Digital Assets—Investment Contracts or Howey Test Unicorns? (Part 6 of 6)
In the final segment of his six-part series, Professor Ari Gabinet compares the ongoing SEC v. Ripple Labs case against the Kik case. He concludes the series by calling for a consistent regulatory model for cryptocurrency. Professor Gabinet draws on his expertise in securities law, accrued through experience as a private practice litigator, a private sector in-house counsel, and as a district administrator of the SEC.
SEC v. Ripple Labs—the Next Chapter
Ripple Labs is the creator of a distributed ledger network for transaction processing and is the issuer of XRP, the “native token” for its network. The SEC recently brought an enforcement action against Ripple and two of its principals, alleging that their sales of XRP over a six year period constituted an unregistered offering of securities. As alleged in the SEC’s complaint, filed by the SEC’s New York Regional office, the Ripple case is factually very different from Kik Interactive. The SEC alleges that Ripple distributed and sold XRP in order to finance its continued operations and to build a market that would enhance XRP’s value. The SEC alleges, among other things, that Ripple’s ongoing efforts to develop the market in which it would be traded and the legal advice it received early on that XRP could be viewed as a security as evidence that the sales of XRP over a seven year period constituted an unregistered offering of securities.

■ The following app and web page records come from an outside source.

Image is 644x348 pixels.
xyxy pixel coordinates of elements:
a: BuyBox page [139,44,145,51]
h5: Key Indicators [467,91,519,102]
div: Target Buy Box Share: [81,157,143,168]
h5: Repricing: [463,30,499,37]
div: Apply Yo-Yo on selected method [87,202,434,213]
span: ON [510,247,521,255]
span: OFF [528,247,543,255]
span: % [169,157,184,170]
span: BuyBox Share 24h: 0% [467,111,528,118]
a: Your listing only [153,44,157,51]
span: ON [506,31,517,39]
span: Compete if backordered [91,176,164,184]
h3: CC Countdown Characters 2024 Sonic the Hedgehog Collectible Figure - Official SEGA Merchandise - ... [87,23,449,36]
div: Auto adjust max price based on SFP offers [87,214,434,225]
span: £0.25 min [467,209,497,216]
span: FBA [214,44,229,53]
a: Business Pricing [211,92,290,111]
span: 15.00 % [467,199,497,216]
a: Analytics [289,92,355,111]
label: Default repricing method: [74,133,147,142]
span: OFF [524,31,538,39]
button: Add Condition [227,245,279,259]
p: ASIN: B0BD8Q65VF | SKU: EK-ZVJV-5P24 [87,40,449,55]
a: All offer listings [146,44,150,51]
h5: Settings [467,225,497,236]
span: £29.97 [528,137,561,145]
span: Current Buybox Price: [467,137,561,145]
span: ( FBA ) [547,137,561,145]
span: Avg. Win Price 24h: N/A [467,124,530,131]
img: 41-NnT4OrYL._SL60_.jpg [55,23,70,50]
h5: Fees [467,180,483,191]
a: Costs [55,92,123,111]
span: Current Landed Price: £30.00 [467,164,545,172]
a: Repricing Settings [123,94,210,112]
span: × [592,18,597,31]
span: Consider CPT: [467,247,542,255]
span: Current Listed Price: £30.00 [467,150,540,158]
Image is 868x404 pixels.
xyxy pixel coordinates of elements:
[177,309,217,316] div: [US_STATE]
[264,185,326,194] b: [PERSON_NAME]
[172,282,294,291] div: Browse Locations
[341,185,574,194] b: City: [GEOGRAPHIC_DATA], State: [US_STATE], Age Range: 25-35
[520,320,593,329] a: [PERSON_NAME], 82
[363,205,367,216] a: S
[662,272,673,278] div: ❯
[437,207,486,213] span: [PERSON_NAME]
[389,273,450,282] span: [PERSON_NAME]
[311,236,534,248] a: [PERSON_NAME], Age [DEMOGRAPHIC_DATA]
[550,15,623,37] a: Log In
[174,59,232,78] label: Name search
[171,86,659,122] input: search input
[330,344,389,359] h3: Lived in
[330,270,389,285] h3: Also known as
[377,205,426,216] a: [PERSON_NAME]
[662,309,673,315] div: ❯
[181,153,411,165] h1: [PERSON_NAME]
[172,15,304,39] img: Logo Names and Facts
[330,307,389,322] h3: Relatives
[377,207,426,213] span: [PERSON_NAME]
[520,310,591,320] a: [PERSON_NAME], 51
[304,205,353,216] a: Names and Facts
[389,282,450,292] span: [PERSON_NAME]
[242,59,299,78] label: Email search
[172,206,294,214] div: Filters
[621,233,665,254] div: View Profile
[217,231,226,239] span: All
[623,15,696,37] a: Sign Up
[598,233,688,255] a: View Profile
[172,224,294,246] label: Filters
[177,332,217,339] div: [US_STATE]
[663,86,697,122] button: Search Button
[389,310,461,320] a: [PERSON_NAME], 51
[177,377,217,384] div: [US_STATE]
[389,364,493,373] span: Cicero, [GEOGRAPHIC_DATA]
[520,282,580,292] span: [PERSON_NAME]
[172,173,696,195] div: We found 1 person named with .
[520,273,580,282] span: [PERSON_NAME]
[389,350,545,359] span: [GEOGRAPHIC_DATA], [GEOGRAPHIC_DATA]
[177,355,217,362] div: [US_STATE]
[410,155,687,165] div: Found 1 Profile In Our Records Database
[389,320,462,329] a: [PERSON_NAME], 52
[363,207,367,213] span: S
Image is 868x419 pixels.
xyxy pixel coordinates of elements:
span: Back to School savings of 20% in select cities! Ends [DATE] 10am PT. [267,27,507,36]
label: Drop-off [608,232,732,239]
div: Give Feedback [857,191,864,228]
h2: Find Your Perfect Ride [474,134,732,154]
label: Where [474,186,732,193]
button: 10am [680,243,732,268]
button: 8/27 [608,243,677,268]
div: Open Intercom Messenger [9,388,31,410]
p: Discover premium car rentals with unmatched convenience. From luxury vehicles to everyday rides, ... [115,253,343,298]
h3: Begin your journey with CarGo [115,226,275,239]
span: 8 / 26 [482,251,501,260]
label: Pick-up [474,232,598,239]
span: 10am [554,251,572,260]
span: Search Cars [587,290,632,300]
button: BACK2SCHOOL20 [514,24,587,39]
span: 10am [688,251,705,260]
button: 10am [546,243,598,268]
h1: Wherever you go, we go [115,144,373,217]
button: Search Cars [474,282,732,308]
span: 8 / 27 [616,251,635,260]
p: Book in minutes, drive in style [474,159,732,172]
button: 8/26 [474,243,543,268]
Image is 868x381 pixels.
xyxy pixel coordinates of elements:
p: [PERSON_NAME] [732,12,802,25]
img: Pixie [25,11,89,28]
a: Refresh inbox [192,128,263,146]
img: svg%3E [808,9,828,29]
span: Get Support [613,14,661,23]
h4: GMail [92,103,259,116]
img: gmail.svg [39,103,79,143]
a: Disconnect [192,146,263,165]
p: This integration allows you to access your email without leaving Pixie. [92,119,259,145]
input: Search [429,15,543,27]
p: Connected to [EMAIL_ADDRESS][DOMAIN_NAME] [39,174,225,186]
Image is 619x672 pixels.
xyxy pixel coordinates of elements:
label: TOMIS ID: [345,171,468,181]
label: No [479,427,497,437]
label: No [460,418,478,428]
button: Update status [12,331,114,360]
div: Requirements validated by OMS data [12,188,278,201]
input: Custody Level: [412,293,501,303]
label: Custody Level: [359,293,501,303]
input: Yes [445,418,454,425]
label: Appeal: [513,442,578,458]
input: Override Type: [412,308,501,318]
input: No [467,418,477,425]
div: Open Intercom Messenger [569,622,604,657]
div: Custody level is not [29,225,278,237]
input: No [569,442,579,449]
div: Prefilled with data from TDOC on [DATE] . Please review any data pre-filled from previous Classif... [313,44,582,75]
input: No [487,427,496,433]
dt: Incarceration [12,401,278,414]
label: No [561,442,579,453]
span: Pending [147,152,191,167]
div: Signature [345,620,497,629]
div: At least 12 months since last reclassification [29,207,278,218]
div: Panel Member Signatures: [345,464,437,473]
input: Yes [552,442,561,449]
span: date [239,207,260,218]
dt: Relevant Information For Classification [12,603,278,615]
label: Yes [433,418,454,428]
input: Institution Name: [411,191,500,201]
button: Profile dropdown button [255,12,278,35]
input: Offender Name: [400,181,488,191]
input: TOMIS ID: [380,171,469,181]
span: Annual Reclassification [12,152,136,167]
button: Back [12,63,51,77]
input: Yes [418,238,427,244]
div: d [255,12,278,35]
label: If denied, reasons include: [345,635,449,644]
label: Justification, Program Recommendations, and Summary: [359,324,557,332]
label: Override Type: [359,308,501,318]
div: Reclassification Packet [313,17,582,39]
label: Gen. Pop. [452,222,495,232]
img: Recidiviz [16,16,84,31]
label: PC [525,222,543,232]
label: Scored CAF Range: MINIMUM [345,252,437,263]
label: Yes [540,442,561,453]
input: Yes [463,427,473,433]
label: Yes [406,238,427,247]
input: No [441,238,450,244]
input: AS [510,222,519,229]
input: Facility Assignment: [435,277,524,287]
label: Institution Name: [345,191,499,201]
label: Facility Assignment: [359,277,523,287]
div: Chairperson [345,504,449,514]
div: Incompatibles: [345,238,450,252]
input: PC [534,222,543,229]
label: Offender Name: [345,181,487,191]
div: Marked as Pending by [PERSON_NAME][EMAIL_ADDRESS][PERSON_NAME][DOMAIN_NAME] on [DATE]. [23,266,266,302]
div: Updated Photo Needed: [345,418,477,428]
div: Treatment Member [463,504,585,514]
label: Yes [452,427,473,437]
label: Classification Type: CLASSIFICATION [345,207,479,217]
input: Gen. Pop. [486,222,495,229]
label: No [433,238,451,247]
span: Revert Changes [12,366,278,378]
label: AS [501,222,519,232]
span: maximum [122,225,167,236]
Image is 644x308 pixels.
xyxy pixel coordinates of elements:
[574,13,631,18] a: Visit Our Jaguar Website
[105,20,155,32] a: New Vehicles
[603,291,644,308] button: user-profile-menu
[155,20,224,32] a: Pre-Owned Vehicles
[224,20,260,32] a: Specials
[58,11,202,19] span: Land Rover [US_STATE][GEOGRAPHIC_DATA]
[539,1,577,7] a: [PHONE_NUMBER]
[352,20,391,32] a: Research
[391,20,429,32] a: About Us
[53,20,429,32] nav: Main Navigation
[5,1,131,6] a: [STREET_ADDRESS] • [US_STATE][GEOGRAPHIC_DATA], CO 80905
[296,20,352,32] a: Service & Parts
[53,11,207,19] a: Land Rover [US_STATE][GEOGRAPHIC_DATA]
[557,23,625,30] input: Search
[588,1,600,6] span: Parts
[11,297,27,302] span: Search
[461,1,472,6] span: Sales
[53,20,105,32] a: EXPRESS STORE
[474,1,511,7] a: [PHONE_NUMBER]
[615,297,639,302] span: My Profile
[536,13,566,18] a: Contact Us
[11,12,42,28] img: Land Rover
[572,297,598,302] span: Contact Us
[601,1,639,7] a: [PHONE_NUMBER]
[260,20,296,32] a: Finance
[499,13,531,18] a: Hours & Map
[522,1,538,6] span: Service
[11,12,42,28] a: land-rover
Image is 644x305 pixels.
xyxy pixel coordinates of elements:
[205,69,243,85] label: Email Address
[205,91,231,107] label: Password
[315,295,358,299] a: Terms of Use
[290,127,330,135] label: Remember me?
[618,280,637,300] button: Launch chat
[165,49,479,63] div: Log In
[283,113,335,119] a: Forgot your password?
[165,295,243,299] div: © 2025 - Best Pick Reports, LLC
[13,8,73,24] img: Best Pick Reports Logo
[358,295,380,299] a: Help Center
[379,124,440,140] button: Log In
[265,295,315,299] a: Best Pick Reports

Ripple—represented by former SEC Chair Mary Jo White and former director of the SEC’s division of enforcement, Andrew Ceresney—to date have only filed an answer with affirmative defenses, so the details of the company’s response are not fully fleshed out. Among the affirmative defenses, however, is the assertion that in 2015 the U.S. Financial Crimes Enforcement Center (FinCEN) and the Department of Justice entered into a settlement agreement with Ripple in which XRP was described as a virtual currency, and that through various representations the SEC staff led Ripple to believe that the SEC would look at the current status of the XRP network, rather than its origins. Ripple also contends, on information and belief, that a trading platform that listed XRP for trading did so after discussing XRP’s status as a security with the SEC staff.
The fact that the SEC brought suit against Ripple after so many years of public trading of XRP does raise interesting questions, not only of fairness and equity, but of what may have triggered the decision to bring the suit. It would not be unusual for the enforcement staff to have been investigating a potential enforcement action for an extended period before bringing suit; nor would it be unusual for a favorable decision like Kik Interactive to be a catalyst for a filing. In any event, the merits of the SEC’s enforcement action against XRP cannot be assessed until the facts and legal contentions are fleshed out in motion practice in the coming months.
Conclusion
The world of distributed ledgers, the applications that run on them, and the digital assets that become their currency, are all still in formation. Entrepreneurs are creating new models and new uses regularly. It is not surprising that the regulators have not found and promulgated a consistent regulatory model. Yet one can hope that there is a regulatory model that, in the words of Richard Epstein, “offer a simple set of intuitive precautions that facilitate, not frustrate, voluntary transactions,” and “whose value increases as underlying deals become more valuable and more complex.” Epstein, The Dangers of Investor Protection in Securities Markets, 12 Texas Review of Law and Politics 412 (2007). It would be regrettable if the SEC, the CFTC, or other financial market regulators were to issue regulations with an imperfect understanding of a still evolving technology. At the same time, the lack of clarity, and the potentially ruinous impact of enforcement action, means that regulatory ambiguity stifles legitimate innovation.
The author gratefully acknowledges the invaluable assistance of Shingo Lavine in connection with this paper. Ari Gabinet is a Senior Fellow at the Watson Institute for International and Public Affairs and the Legal Expert in Residence at Brown University. The Brown Undergraduate Law Review appreciates his support as our Faculty Advisor.